Thread

  1. Re: [HACKERS] SELECT BUG

    Jose Soares <jose@sferacarta.com> — 1999-09-01T16:22:27Z

    You mean that "a1 " is not equal to "a1      " ?
    but PostgreSQL has a different behavior in the following example:
    
    hygea=> select code,len(code) as len_of_code,code1, len(code1) as
    len_of_code1
    from master1 where code = code1;
    
    code      |len_of_code|code1       |len_of_code1
    ----------+-----------+------------+------------
    a1        |         10|a1          |          15
    (1 row)
    
    
    in this case the test code = code1 is true even if these fields have
    different number of trailling spaces.
    
    Therefore if the above test is OK there's a bug on:
    
            select m.*, d.* from master1 m, detail1 d where m.code=d.code;
    
    
    José
    
    
    Tom Lane ha scritto:
    
    > =?iso-8859-1?Q?Jos=E9?= Soares <jose@sferacarta.com> writes:
    > > --I have the following test data into these tables:
    >
    > > hygea=> select * from master1;
    > > code
    > > -----------
    > > a
    > > a1
    > > a13
    > > (3 rows)
    >
    > > hygea=> select * from detail1;
    > > code
    > > ----------------
    > > a13
    > > a13
    > > a1
    > > (3 rows)
    >
    > > --if I try to join these two tables I have the following (nothing):
    >
    > > hygea=> select m.*, d.* from master1 m, detail1 d where m.code=d.code;
    > > code|code
    > > ----+----
    > > (0 rows)
    > > --and now trying with TRIM function... it works!
    >
    > > hygea=> select m.*, d.* from master1 m, detail1 d where
    > > trim(m.code)=trim(d.code
    > > code       |code
    > > -----------+----------------
    > > a13        |a13
    > > a13        |a13
    > > a1         |a1
    > > (3 rows)
    >
    > Looks to me like you have differing numbers of trailing spaces in the
    > entries in each table.  If so, this is not a bug.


▶ Assignment: The whole listing should be retyped word for word, apart from the pictures it holds.

▶ Supplied entries:
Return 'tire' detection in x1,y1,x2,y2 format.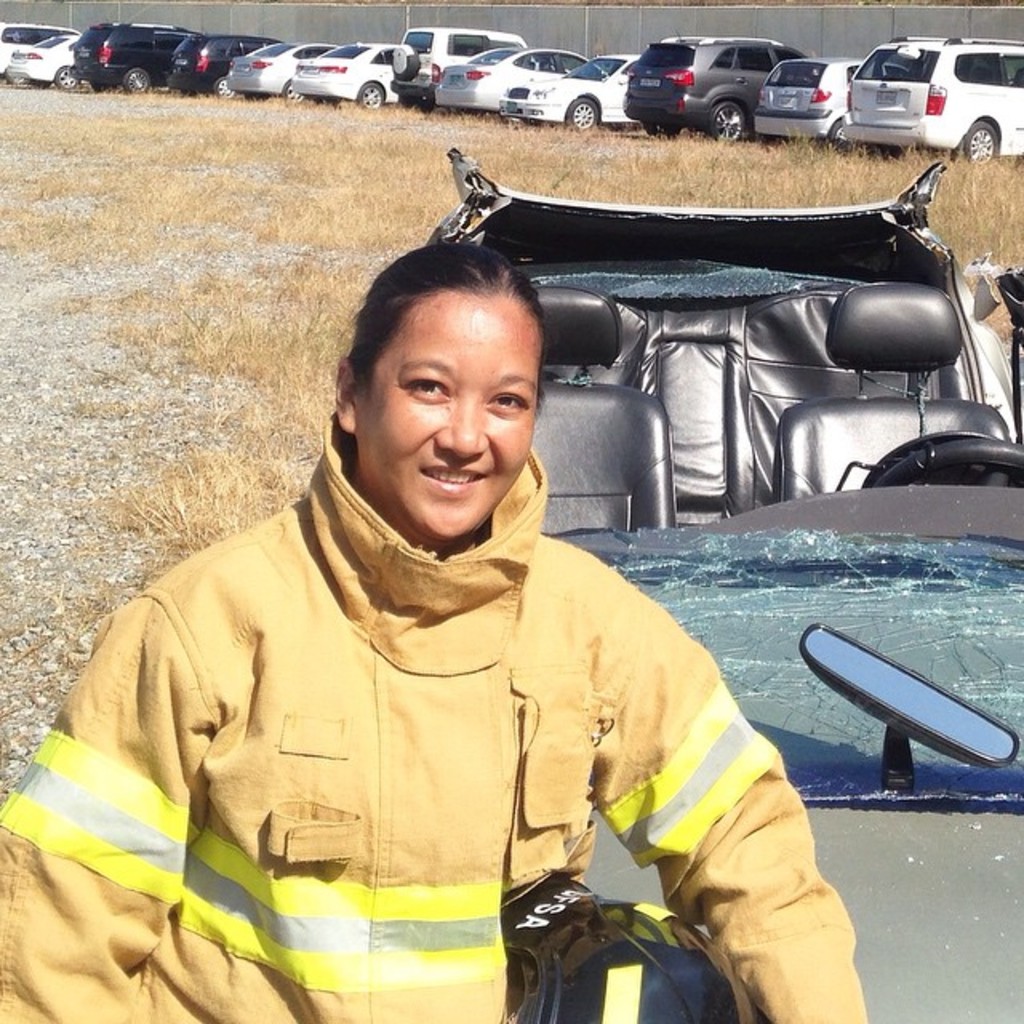
957,120,998,162.
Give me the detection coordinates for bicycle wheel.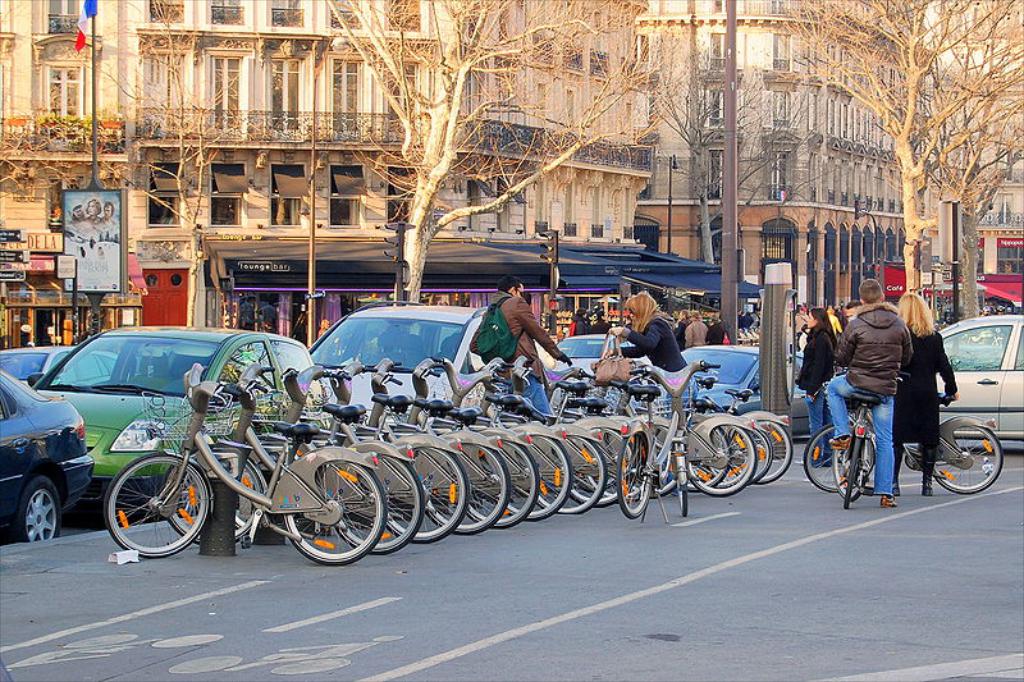
165 449 261 550.
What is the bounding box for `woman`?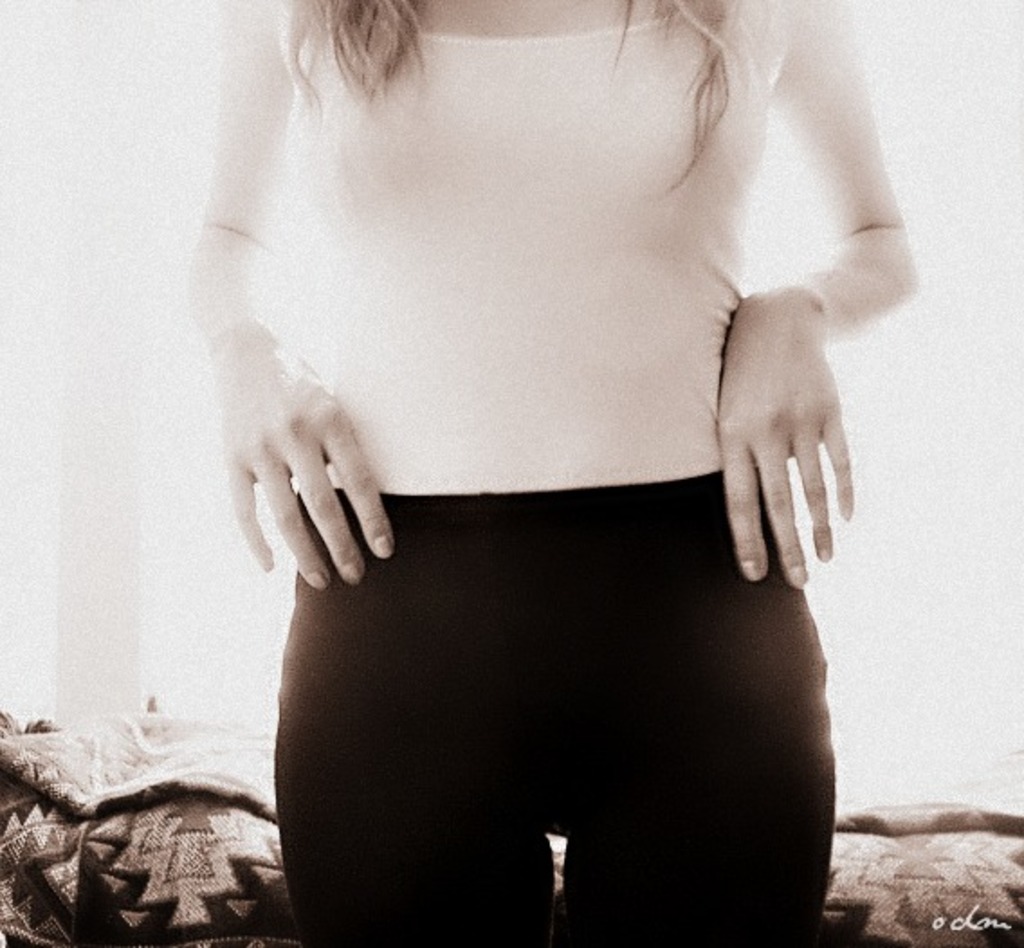
{"left": 128, "top": 0, "right": 918, "bottom": 926}.
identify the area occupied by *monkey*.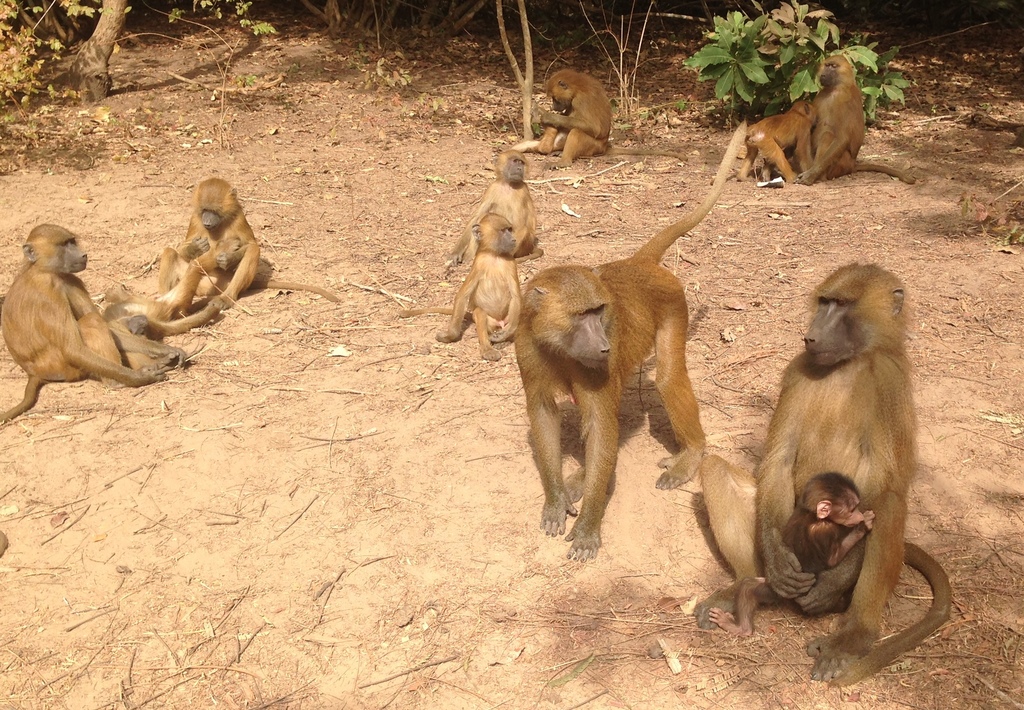
Area: BBox(797, 51, 916, 184).
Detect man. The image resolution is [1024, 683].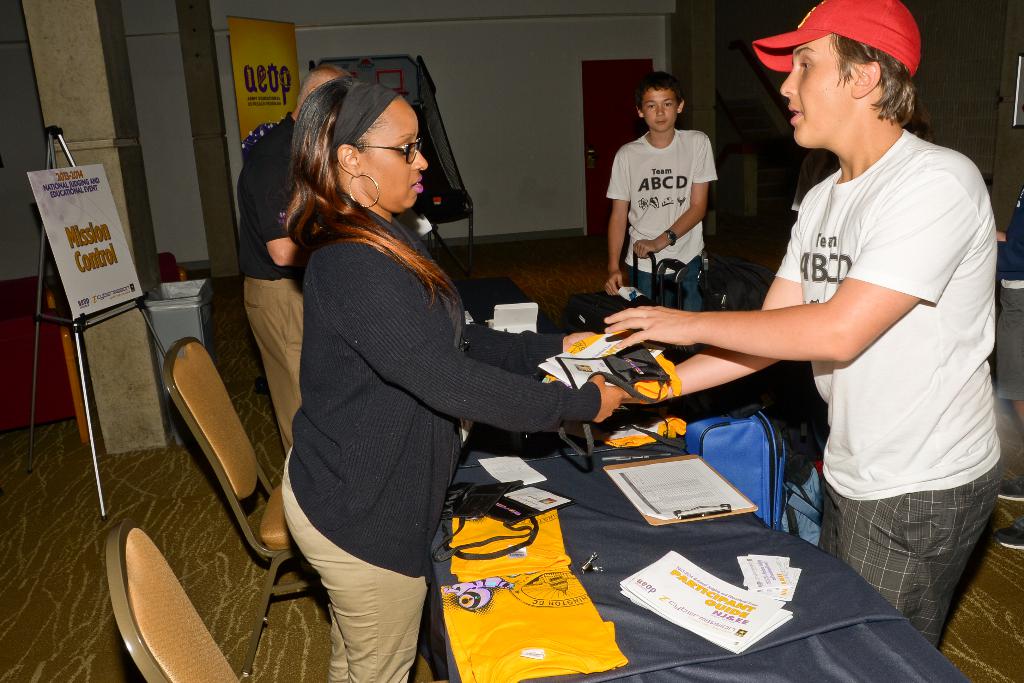
detection(605, 73, 741, 309).
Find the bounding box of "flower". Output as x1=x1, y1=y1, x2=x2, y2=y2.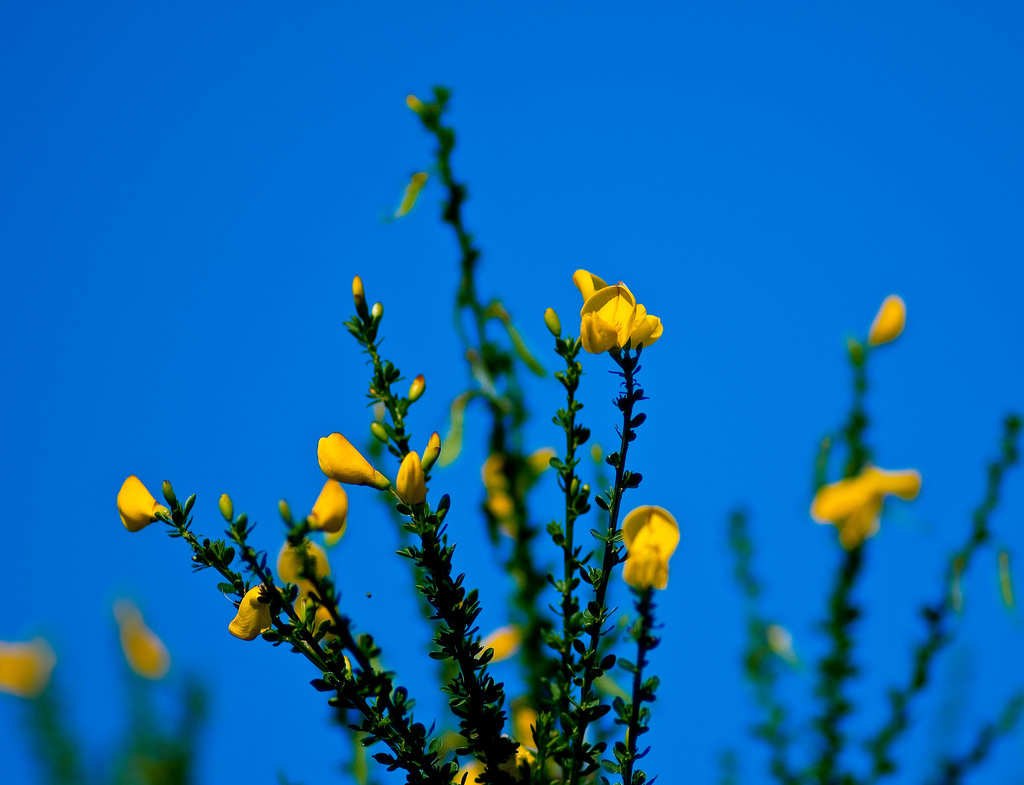
x1=313, y1=481, x2=348, y2=535.
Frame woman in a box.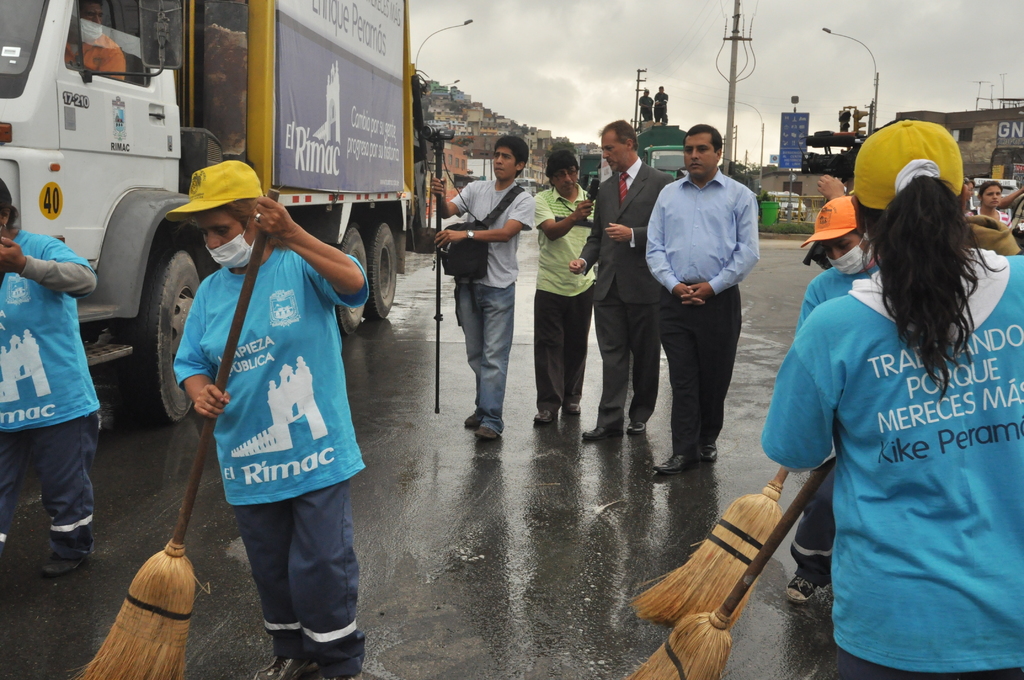
767 103 1005 679.
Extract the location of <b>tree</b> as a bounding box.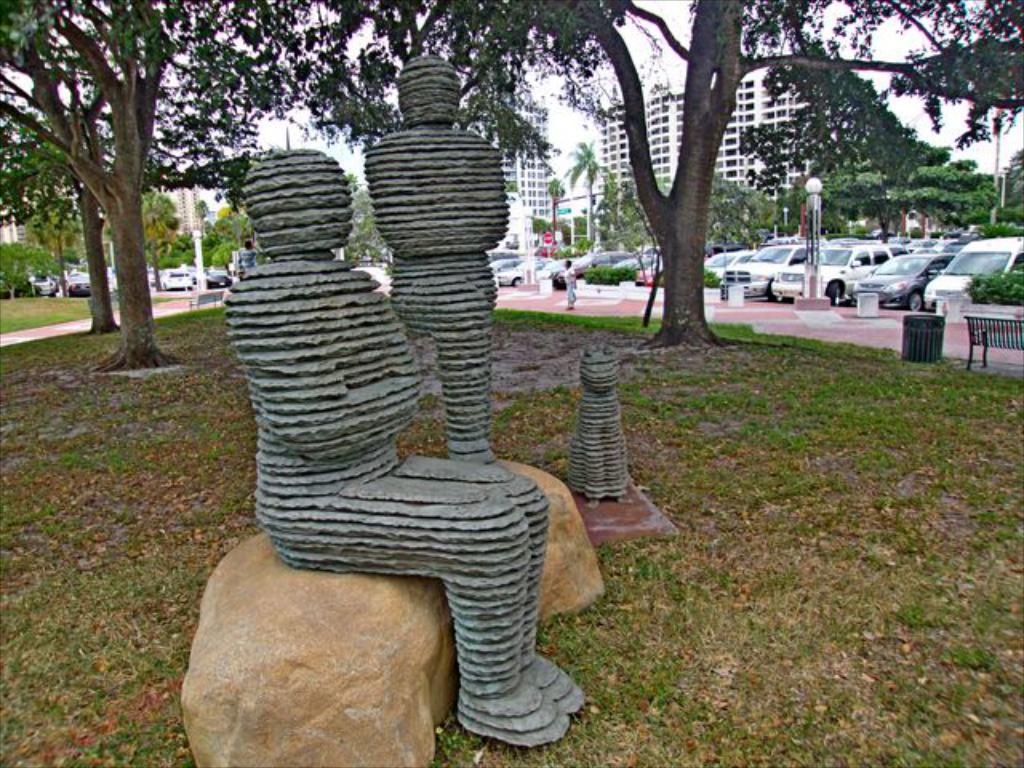
(x1=0, y1=118, x2=184, y2=330).
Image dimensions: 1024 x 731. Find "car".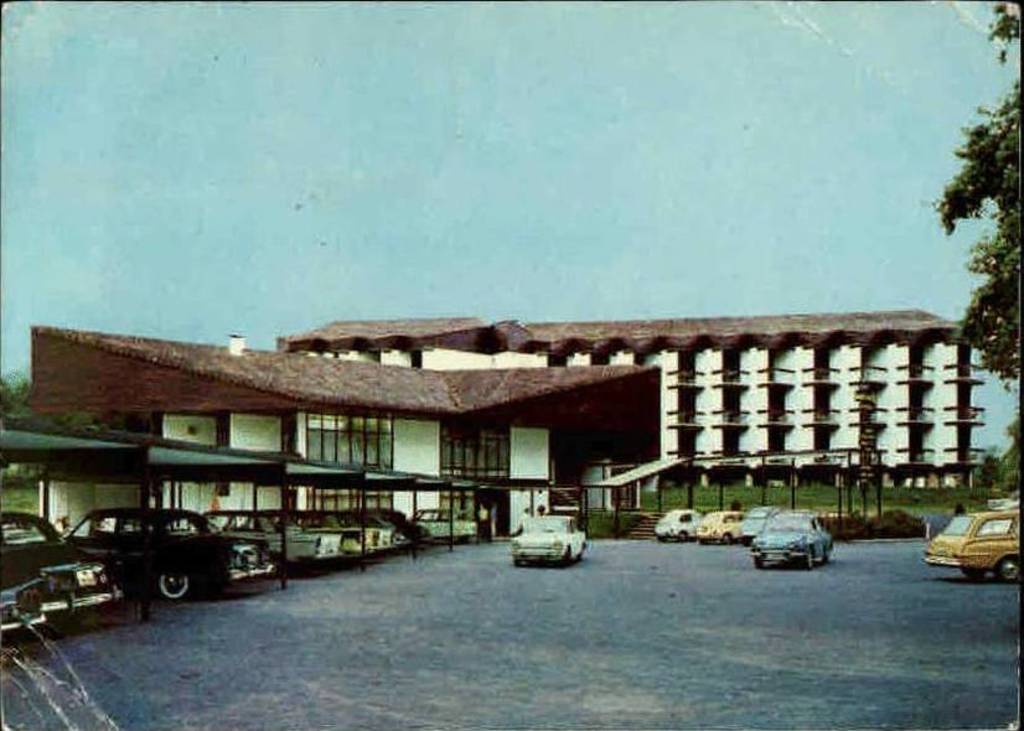
653,508,702,543.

▶ Solution:
Return 'tire' detection in x1,y1,x2,y2 format.
957,120,998,162.
Give me the detection coordinates for bicycle wheel.
165 449 261 550.
What is the bounding box for `woman`?
{"left": 128, "top": 0, "right": 918, "bottom": 926}.
identify the area occupied by *monkey*.
Area: BBox(797, 51, 916, 184).
Detect man. The image resolution is [1024, 683].
detection(605, 73, 741, 309).
Find the bounding box of "flower". Output as x1=x1, y1=y1, x2=x2, y2=y2.
x1=313, y1=481, x2=348, y2=535.
Frame woman in a box.
767 103 1005 679.
Extract the location of <b>tree</b> as a bounding box.
(x1=0, y1=118, x2=184, y2=330).
Image dimensions: 1024 x 731. Find "car".
653,508,702,543.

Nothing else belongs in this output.